Question

In: Economics

Consider a firm that has some transformation function F(y) for L commodities, and the optimal netput...

Consider a firm that has some transformation function F(y) for L commodities, and the optimal netput y(p) resulting from profit maximization. Claim: y(p) is homogeneous of degree 0 in prices. Prove this claim

Solutions

Expert Solution

Markets have two sides: consumers and producers. The basic unit of activity on the production side of the market is the firm. The task of the firm is take commodities and turn them into other commodities. The objective of the firm is to maximize profits. That is, the firm chooses the production plan from among all feasible plans that maximizes the profit earned on that plan.

In the neoclassical (competitive) production model, the firm is assumed to be one firm among many others. Because of this (as in the consumer model), prices are exogenous in the neoclassical production model. Firms are unable to affect the prices of either their inputs or their outputs. Situations where the firm is able to affect the price of its output will be studied later under the headings of monopoly and oligopoly.

Consider an economy with L commodities. The task of the firm is to change inputs into outputs. For example, if there are three commodities, and the firm uses 2 units of commodity one and 3 units of commodity two to produce 7 units of commodity three, we can write this production plan as y = (−2, −3, 7), where, by convention, negative components mean that that commodity is an input and positive components mean that that commodity is an output. If the prices of the three commodities are p = (1, 2, 2), then a firm that chooses this production plan earns profit of π = p · y = (1, 2, 2) · (−2, −3, 7) = 6.

Usually, we will let y = (y1, ..., yL) stand for a single production plan, and Y ⊂ RL stand for the set of all feasible production plans. The shape of Y is going to be driven by the way in which different inputs can be substituted for each other in the production process.

The transformation function is such that:

F (y)=0 if y is on the frontier < 0 if y is in the interior of Y > 0 if y is outside of Y . Thus the transformation function implicitly defines the frontier of Y . Thus if F (y) < 0, y represents some sort of waste, although F () tells us neither the form of the waste nor the magnitude. The transformation function can be used to investigate how various inputs can be substituted for each other in the production process.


-- TASK GOAL --
I need the entries printed again word for word, without the images.

-- AVAILABLE RECORDS --
Segment Open

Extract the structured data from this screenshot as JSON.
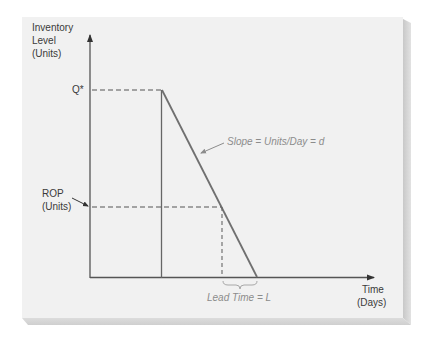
{
  "diagram": {
    "y_axis_label": [
      "Inventory",
      "Level",
      "(Units)"
    ],
    "x_axis_label": [
      "Time",
      "(Days)"
    ],
    "q_star_label": "Q*",
    "rop_label": [
      "ROP",
      "(Units)"
    ],
    "slope_label": "Slope = Units/Day = d",
    "lead_time_label": "Lead Time = L",
    "colors": {
      "page": "#f1f1f1",
      "axis": "#555555",
      "annotation": "#8c8c8c",
      "brace": "#a8a8a8"
    }
  }
}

Segment Closed

-- WRITTEN REPLY --
Extract the structured data from this screenshot as JSON.
{
  "diagram": {
    "y_axis_label": [
      "Inventory",
      "Level",
      "(Units)"
    ],
    "x_axis_label": [
      "Time",
      "(Days)"
    ],
    "q_star_label": "Q*",
    "rop_label": [
      "ROP",
      "(Units)"
    ],
    "slope_label": "Slope = Units/Day = d",
    "lead_time_label": "Lead Time = L",
    "colors": {
      "page": "#f1f1f1",
      "axis": "#555555",
      "annotation": "#8c8c8c",
      "brace": "#a8a8a8"
    }
  }
}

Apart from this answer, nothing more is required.